“Men like to say so,” she replied. “Because it flatters their vanity to rouse these ‘soft emotions’ and translate them into love for themselves. But have you had any experience, Professor? If any woman had displayed ‘soft emotions’ towards you, would you not have been disposed to nip them in the bud?”
“Most likely! I am not an object for sentimental consideration,—I never was. I should have greatly regretted it if one of your charming sex had wasted her time or herself on me.”
Just then Madame Dimitrius spoke.
“Dear Miss May, will you play us something?”
She readily acquiesced, and seating herself at the grand piano, which was open, soon scored a triumph. Her playing was exquisitely finished, and as her fingers glided over the keys, the consciousness that she was discoursing music to at least one or two persons who understood and appreciated it gave her increased tenderness of touch and beauty of tone. The dreary feeling of utter hopelessness which had pervaded her, body and soul, when playing to her father and mother, “Ma” asleep on the sofa, and “Pa” hidden behind a newspaper, neither of them knowing or caring what composer’s work she performed, was changed to a warm, happy sense of the power to give pleasure, and the ability to succeed—and when she had finished a delicately wild little sonata of Grieg’s, pressing its soft, half-sobbing final chord as daintily and hushfully as she would have folded a child’s hands in sleep, a murmur of real rapture and surprised admiration came from all her hearers.

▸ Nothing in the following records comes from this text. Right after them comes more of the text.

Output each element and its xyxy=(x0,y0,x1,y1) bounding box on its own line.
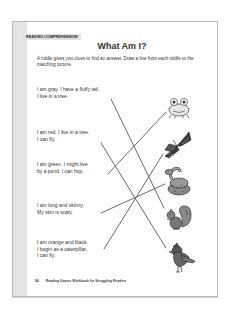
match-line-cardinal xyxy=(101,143,166,248)
worksheet-page: Reading Comprehension What Am I? A riddl… xyxy=(12,21,218,297)
match-line-frog xyxy=(108,112,166,174)
squirrel-icon xyxy=(164,203,194,233)
frog-icon xyxy=(166,97,192,119)
page-number: 86 xyxy=(35,279,39,283)
cardinal-icon xyxy=(167,241,197,275)
butterfly-icon xyxy=(163,130,193,160)
match-line-squirrel xyxy=(111,99,164,208)
match-line-snake xyxy=(101,184,165,213)
snake-icon xyxy=(164,163,192,197)
book-title: Reading Games Workbook for Struggling Re… xyxy=(46,279,127,283)
page-footer: 86 Reading Games Workbook for Struggling… xyxy=(35,279,127,283)
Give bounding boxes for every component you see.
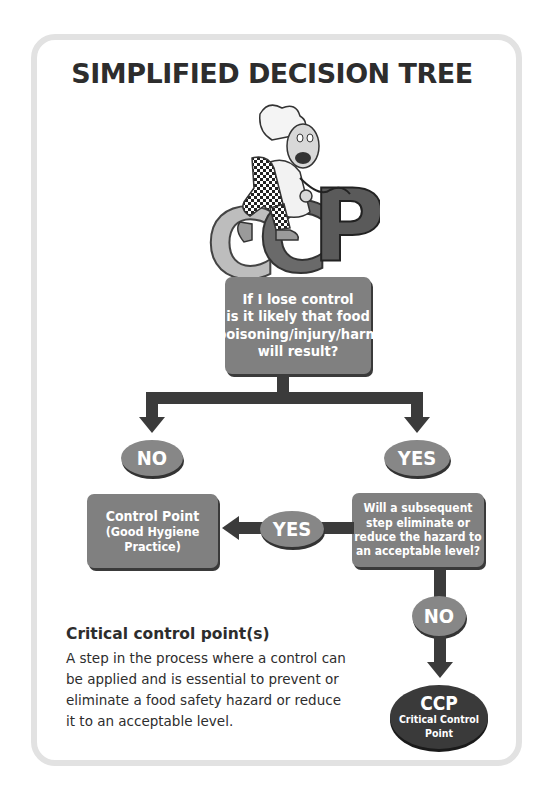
arrow-down-ccp-icon: [427, 662, 453, 678]
arrow-left-icon: [222, 516, 239, 540]
diagram-title: SIMPLIFIED DECISION TREE: [0, 58, 544, 89]
arrow-down-left-icon: [139, 417, 165, 433]
question-2-line: an acceptable level?: [356, 544, 480, 558]
branch-no-2-oval: NO: [412, 596, 466, 636]
question-box-loss-of-control: If I lose control is it likely that food…: [225, 277, 371, 374]
control-point-line: Practice): [124, 539, 181, 554]
question-2-line: step eliminate or: [366, 516, 470, 530]
connector-horizontal: [146, 392, 423, 404]
question-2-line: Will a subsequent: [364, 501, 473, 515]
branch-yes-oval: YES: [384, 440, 450, 476]
chef-mascot-icon: C C P: [200, 100, 380, 280]
question-1-line: is it likely that food: [226, 308, 370, 325]
branch-no-oval: NO: [121, 440, 183, 476]
question-box-subsequent-step: Will a subsequent step eliminate or redu…: [352, 493, 484, 567]
control-point-line: Control Point: [106, 508, 200, 525]
question-1-line: If I lose control: [242, 291, 353, 308]
svg-text:P: P: [312, 167, 380, 280]
definition-line: it to an acceptable level.: [66, 711, 386, 732]
definition-line: A step in the process where a control ca…: [66, 648, 386, 669]
ccp-result-oval: CCP Critical Control Point: [390, 685, 488, 749]
definition-line: be applied and is essential to prevent o…: [66, 669, 386, 690]
question-1-line: will result?: [258, 343, 339, 360]
definition-body: A step in the process where a control ca…: [66, 648, 386, 732]
ccp-label-line: Critical Control: [399, 713, 479, 726]
branch-yes-2-oval: YES: [260, 511, 324, 547]
control-point-line: (Good Hygiene: [106, 524, 200, 539]
ccp-label-line: Point: [425, 727, 453, 740]
connector-left-shaft: [146, 392, 158, 418]
question-2-line: reduce the hazard to: [354, 530, 481, 544]
ccp-abbr: CCP: [420, 694, 458, 713]
definition-line: eliminate a food safety hazard or reduce: [66, 690, 386, 711]
connector-no-bottom: [434, 636, 446, 664]
connector-right-shaft: [411, 392, 423, 418]
control-point-box: Control Point (Good Hygiene Practice): [87, 494, 218, 568]
arrow-down-right-icon: [404, 417, 430, 433]
definition-heading: Critical control point(s): [66, 625, 270, 643]
question-1-line: poisoning/injury/harm: [217, 326, 379, 343]
connector-no-top: [434, 567, 446, 599]
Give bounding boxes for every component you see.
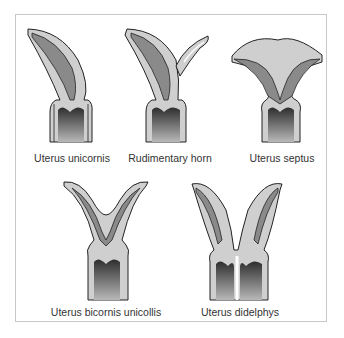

“But you are an artiste!” exclaimed the Baroness Rousillon. “You are a professional virtuoso, surely?”
“Spare me such an accusation!” laughed Diana. “I don’t think I could play to an audience for money,—it would seem like selling my soul.”
“Ah, there I can’t follow you,” said Chauvet. “That’s much too high-flown and romantic for me. Why not sell anything if you can find buyers?”
His little eyes glittered ferret-like between his secretive eyelids, and Diana smiled, seeing that he spoke ironically.
“This is an age of selling,” he went on. “The devil might buy souls by the bushel if he wanted them!—(and if there were such a person!) And as for music!—why, it’s as good for sale and barter nowadays as a leg of mutton! The professional musician is as eager for gain as any other merchant in the general market,—and if the spirit of Sappho sang him a song from the Elysian fields, he’d sell it to a gramophone agency for the highest bid. And you talk about ‘selling your soul!’ dear Madame, with a thousand pardons for my brusquerie, you talk nonsense! How do you know you have a soul to sell?”